The game begins with $n$ coins.
- Every round we pay 1 dollar, toss all the $n$ coins, and remove the $T$ coins which landed in Tail.
- Then we start over with the remainder $n-T$ coins until there are no more coins.
- You receive a prize $P$ when the Game ends (All coins landed Tails in any of the throws)
The excercise is to find the fair price of the final prize $P$ given $n$ (price in which in long term both players do not lose or earn any money from playing)
For n = 1 I thought on:
Coin toss | Probability | Total paid |
---|---|---|
T | $1/2$ | 1 |
HT | $1/4$ | 2 |
HHT | $1/8$ | 3 |
HHHT | $1/16$ | 4 |
HHHHT | $1/32$ | 5 |
HHHHHT | $1/64$ | 6 |
... | ... | ... |
With $P(n=1) = \sum_{n=1}^{\infty}(\frac{n}{2^n}) = 2$
So the Fair Prize of this game for $n=1$ is 2 dollars.

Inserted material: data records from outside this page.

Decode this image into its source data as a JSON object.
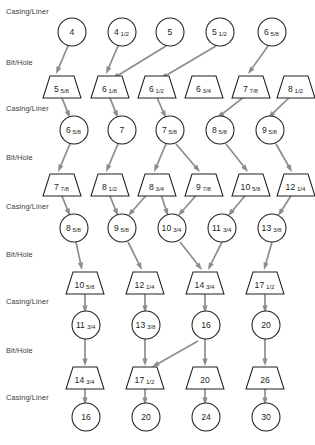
{
  "diagram": {
    "row_labels": {
      "casing": "Casing/Liner",
      "bit": "Bit/Hole"
    },
    "rows": [
      {
        "type": "casing",
        "label": "Casing/Liner",
        "label_y": 14,
        "shape": "circle",
        "y": 32,
        "nodes": [
          {
            "id": "c1-0",
            "x": 72,
            "whole": "4",
            "frac": ""
          },
          {
            "id": "c1-1",
            "x": 122,
            "whole": "4",
            "frac": "1/2"
          },
          {
            "id": "c1-2",
            "x": 170,
            "whole": "5",
            "frac": ""
          },
          {
            "id": "c1-3",
            "x": 220,
            "whole": "5",
            "frac": "1/2"
          },
          {
            "id": "c1-4",
            "x": 272,
            "whole": "6",
            "frac": "5/8"
          }
        ]
      },
      {
        "type": "bit",
        "label": "Bit/Hole",
        "label_y": 65,
        "shape": "trapezoid",
        "y": 87,
        "nodes": [
          {
            "id": "b1-0",
            "x": 62,
            "whole": "5",
            "frac": "5/8"
          },
          {
            "id": "b1-1",
            "x": 110,
            "whole": "6",
            "frac": "1/8"
          },
          {
            "id": "b1-2",
            "x": 157,
            "whole": "6",
            "frac": "1/2"
          },
          {
            "id": "b1-3",
            "x": 204,
            "whole": "6",
            "frac": "3/4"
          },
          {
            "id": "b1-4",
            "x": 251,
            "whole": "7",
            "frac": "7/8"
          },
          {
            "id": "b1-5",
            "x": 296,
            "whole": "8",
            "frac": "1/2"
          }
        ]
      },
      {
        "type": "casing",
        "label": "Casing/Liner",
        "label_y": 111,
        "shape": "circle",
        "y": 130,
        "nodes": [
          {
            "id": "c2-0",
            "x": 74,
            "whole": "6",
            "frac": "5/8"
          },
          {
            "id": "c2-1",
            "x": 122,
            "whole": "7",
            "frac": ""
          },
          {
            "id": "c2-2",
            "x": 170,
            "whole": "7",
            "frac": "5/8"
          },
          {
            "id": "c2-3",
            "x": 220,
            "whole": "8",
            "frac": "5/8"
          },
          {
            "id": "c2-4",
            "x": 270,
            "whole": "9",
            "frac": "5/8"
          }
        ]
      },
      {
        "type": "bit",
        "label": "Bit/Hole",
        "label_y": 160,
        "shape": "trapezoid",
        "y": 185,
        "nodes": [
          {
            "id": "b2-0",
            "x": 62,
            "whole": "7",
            "frac": "7/8"
          },
          {
            "id": "b2-1",
            "x": 110,
            "whole": "8",
            "frac": "1/2"
          },
          {
            "id": "b2-2",
            "x": 157,
            "whole": "8",
            "frac": "3/4"
          },
          {
            "id": "b2-3",
            "x": 204,
            "whole": "9",
            "frac": "7/8"
          },
          {
            "id": "b2-4",
            "x": 251,
            "whole": "10",
            "frac": "5/8"
          },
          {
            "id": "b2-5",
            "x": 296,
            "whole": "12",
            "frac": "1/4"
          }
        ]
      },
      {
        "type": "casing",
        "label": "Casing/Liner",
        "label_y": 209,
        "shape": "circle",
        "y": 228,
        "nodes": [
          {
            "id": "c3-0",
            "x": 74,
            "whole": "8",
            "frac": "5/8"
          },
          {
            "id": "c3-1",
            "x": 122,
            "whole": "9",
            "frac": "5/8"
          },
          {
            "id": "c3-2",
            "x": 172,
            "whole": "10",
            "frac": "3/4"
          },
          {
            "id": "c3-3",
            "x": 222,
            "whole": "11",
            "frac": "3/4"
          },
          {
            "id": "c3-4",
            "x": 272,
            "whole": "13",
            "frac": "3/8"
          }
        ]
      },
      {
        "type": "bit",
        "label": "Bit/Hole",
        "label_y": 257,
        "shape": "trapezoid",
        "y": 283,
        "nodes": [
          {
            "id": "b3-0",
            "x": 85,
            "whole": "10",
            "frac": "5/8"
          },
          {
            "id": "b3-1",
            "x": 145,
            "whole": "12",
            "frac": "1/4"
          },
          {
            "id": "b3-2",
            "x": 205,
            "whole": "14",
            "frac": "3/4"
          },
          {
            "id": "b3-3",
            "x": 265,
            "whole": "17",
            "frac": "1/2"
          }
        ]
      },
      {
        "type": "casing",
        "label": "Casing/Liner",
        "label_y": 304,
        "shape": "circle",
        "y": 325,
        "nodes": [
          {
            "id": "c4-0",
            "x": 86,
            "whole": "11",
            "frac": "3/4"
          },
          {
            "id": "c4-1",
            "x": 146,
            "whole": "13",
            "frac": "3/8"
          },
          {
            "id": "c4-2",
            "x": 206,
            "whole": "16",
            "frac": ""
          },
          {
            "id": "c4-3",
            "x": 266,
            "whole": "20",
            "frac": ""
          }
        ]
      },
      {
        "type": "bit",
        "label": "Bit/Hole",
        "label_y": 353,
        "shape": "trapezoid",
        "y": 378,
        "nodes": [
          {
            "id": "b4-0",
            "x": 85,
            "whole": "14",
            "frac": "3/4"
          },
          {
            "id": "b4-1",
            "x": 145,
            "whole": "17",
            "frac": "1/2"
          },
          {
            "id": "b4-2",
            "x": 205,
            "whole": "20",
            "frac": ""
          },
          {
            "id": "b4-3",
            "x": 265,
            "whole": "26",
            "frac": ""
          }
        ]
      },
      {
        "type": "casing",
        "label": "Casing/Liner",
        "label_y": 400,
        "shape": "circle",
        "y": 417,
        "nodes": [
          {
            "id": "c5-0",
            "x": 86,
            "whole": "16",
            "frac": ""
          },
          {
            "id": "c5-1",
            "x": 146,
            "whole": "20",
            "frac": ""
          },
          {
            "id": "c5-2",
            "x": 206,
            "whole": "24",
            "frac": ""
          },
          {
            "id": "c5-3",
            "x": 266,
            "whole": "30",
            "frac": ""
          }
        ]
      }
    ],
    "edges": [
      {
        "from": "c1-0",
        "to": "b1-0",
        "x1": 68,
        "y1": 46,
        "x2": 56,
        "y2": 74
      },
      {
        "from": "c1-1",
        "to": "b1-1",
        "x1": 118,
        "y1": 46,
        "x2": 106,
        "y2": 74
      },
      {
        "from": "c1-2",
        "to": "b1-1",
        "x1": 166,
        "y1": 46,
        "x2": 112,
        "y2": 79
      },
      {
        "from": "c1-3",
        "to": "b1-2",
        "x1": 216,
        "y1": 46,
        "x2": 160,
        "y2": 79
      },
      {
        "from": "c1-4",
        "to": "b1-4",
        "x1": 268,
        "y1": 46,
        "x2": 248,
        "y2": 74
      },
      {
        "from": "b1-0",
        "to": "c2-0",
        "x1": 60,
        "y1": 93,
        "x2": 70,
        "y2": 118
      },
      {
        "from": "b1-1",
        "to": "c2-1",
        "x1": 108,
        "y1": 93,
        "x2": 118,
        "y2": 118
      },
      {
        "from": "b1-2",
        "to": "c2-2",
        "x1": 155,
        "y1": 93,
        "x2": 166,
        "y2": 118
      },
      {
        "from": "b1-4",
        "to": "c2-3",
        "x1": 249,
        "y1": 93,
        "x2": 217,
        "y2": 118
      },
      {
        "from": "b1-5",
        "to": "c2-4",
        "x1": 294,
        "y1": 93,
        "x2": 268,
        "y2": 118
      },
      {
        "from": "c2-0",
        "to": "b2-0",
        "x1": 70,
        "y1": 144,
        "x2": 58,
        "y2": 172
      },
      {
        "from": "c2-1",
        "to": "b2-1",
        "x1": 118,
        "y1": 144,
        "x2": 106,
        "y2": 172
      },
      {
        "from": "c2-2",
        "to": "b2-2",
        "x1": 166,
        "y1": 144,
        "x2": 154,
        "y2": 172
      },
      {
        "from": "c2-2",
        "to": "b2-3",
        "x1": 176,
        "y1": 144,
        "x2": 200,
        "y2": 172
      },
      {
        "from": "c2-3",
        "to": "b2-4",
        "x1": 226,
        "y1": 144,
        "x2": 248,
        "y2": 172
      },
      {
        "from": "c2-4",
        "to": "b2-5",
        "x1": 276,
        "y1": 144,
        "x2": 292,
        "y2": 172
      },
      {
        "from": "b2-0",
        "to": "c3-0",
        "x1": 60,
        "y1": 191,
        "x2": 70,
        "y2": 216
      },
      {
        "from": "b2-1",
        "to": "c3-1",
        "x1": 108,
        "y1": 191,
        "x2": 118,
        "y2": 216
      },
      {
        "from": "b2-2",
        "to": "c3-1",
        "x1": 150,
        "y1": 191,
        "x2": 128,
        "y2": 216
      },
      {
        "from": "b2-2",
        "to": "c3-2",
        "x1": 160,
        "y1": 191,
        "x2": 168,
        "y2": 216
      },
      {
        "from": "b2-3",
        "to": "c3-2",
        "x1": 200,
        "y1": 191,
        "x2": 178,
        "y2": 216
      },
      {
        "from": "b2-4",
        "to": "c3-3",
        "x1": 249,
        "y1": 191,
        "x2": 228,
        "y2": 216
      },
      {
        "from": "b2-5",
        "to": "c3-4",
        "x1": 294,
        "y1": 191,
        "x2": 278,
        "y2": 216
      },
      {
        "from": "c3-0",
        "to": "b3-0",
        "x1": 76,
        "y1": 242,
        "x2": 82,
        "y2": 270
      },
      {
        "from": "c3-1",
        "to": "b3-1",
        "x1": 128,
        "y1": 242,
        "x2": 142,
        "y2": 270
      },
      {
        "from": "c3-2",
        "to": "b3-2",
        "x1": 180,
        "y1": 242,
        "x2": 202,
        "y2": 270
      },
      {
        "from": "c3-3",
        "to": "b3-2",
        "x1": 222,
        "y1": 242,
        "x2": 208,
        "y2": 270
      },
      {
        "from": "c3-4",
        "to": "b3-3",
        "x1": 272,
        "y1": 242,
        "x2": 264,
        "y2": 270
      },
      {
        "from": "b3-0",
        "to": "c4-0",
        "x1": 85,
        "y1": 290,
        "x2": 85,
        "y2": 313
      },
      {
        "from": "b3-1",
        "to": "c4-1",
        "x1": 145,
        "y1": 290,
        "x2": 145,
        "y2": 313
      },
      {
        "from": "b3-2",
        "to": "c4-2",
        "x1": 205,
        "y1": 290,
        "x2": 205,
        "y2": 313
      },
      {
        "from": "b3-3",
        "to": "c4-3",
        "x1": 265,
        "y1": 290,
        "x2": 265,
        "y2": 313
      },
      {
        "from": "c4-0",
        "to": "b4-0",
        "x1": 85,
        "y1": 339,
        "x2": 85,
        "y2": 366
      },
      {
        "from": "c4-1",
        "to": "b4-1",
        "x1": 145,
        "y1": 339,
        "x2": 145,
        "y2": 366
      },
      {
        "from": "c4-2",
        "to": "b4-1",
        "x1": 198,
        "y1": 341,
        "x2": 152,
        "y2": 367
      },
      {
        "from": "c4-2",
        "to": "b4-2",
        "x1": 205,
        "y1": 339,
        "x2": 205,
        "y2": 366
      },
      {
        "from": "c4-3",
        "to": "b4-3",
        "x1": 265,
        "y1": 339,
        "x2": 265,
        "y2": 366
      },
      {
        "from": "b4-0",
        "to": "c5-0",
        "x1": 85,
        "y1": 385,
        "x2": 85,
        "y2": 405
      },
      {
        "from": "b4-1",
        "to": "c5-1",
        "x1": 145,
        "y1": 385,
        "x2": 145,
        "y2": 405
      },
      {
        "from": "b4-2",
        "to": "c5-2",
        "x1": 205,
        "y1": 385,
        "x2": 205,
        "y2": 405
      },
      {
        "from": "b4-3",
        "to": "c5-3",
        "x1": 265,
        "y1": 385,
        "x2": 265,
        "y2": 405
      }
    ],
    "style": {
      "arrow_color": "#8d8d8d",
      "shape_stroke": "#231f20",
      "shape_fill": "#ffffff",
      "label_color": "#3a3a3a",
      "background": "#ffffff"
    }
  }
}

How can it be calculated for a higher amount of initial coins? lets say $n=2$ or $n=16$.
My thoughts until now are, for 2 coins, in the first toss:
Coin results | probability | thoughts |
---|---|---|
(HH) | 1/4 | which I don't know how to proceed, because is recurrent, as with the 1 coin example |
(HT) | 1/4 | the price of one coin |
(TH) | 1/4 | same, price of one coin |
(TT) | 1/4 | we finish the game, so you receive the prize. |
Any thoughts?
Clues on how to push this to higher dimensions?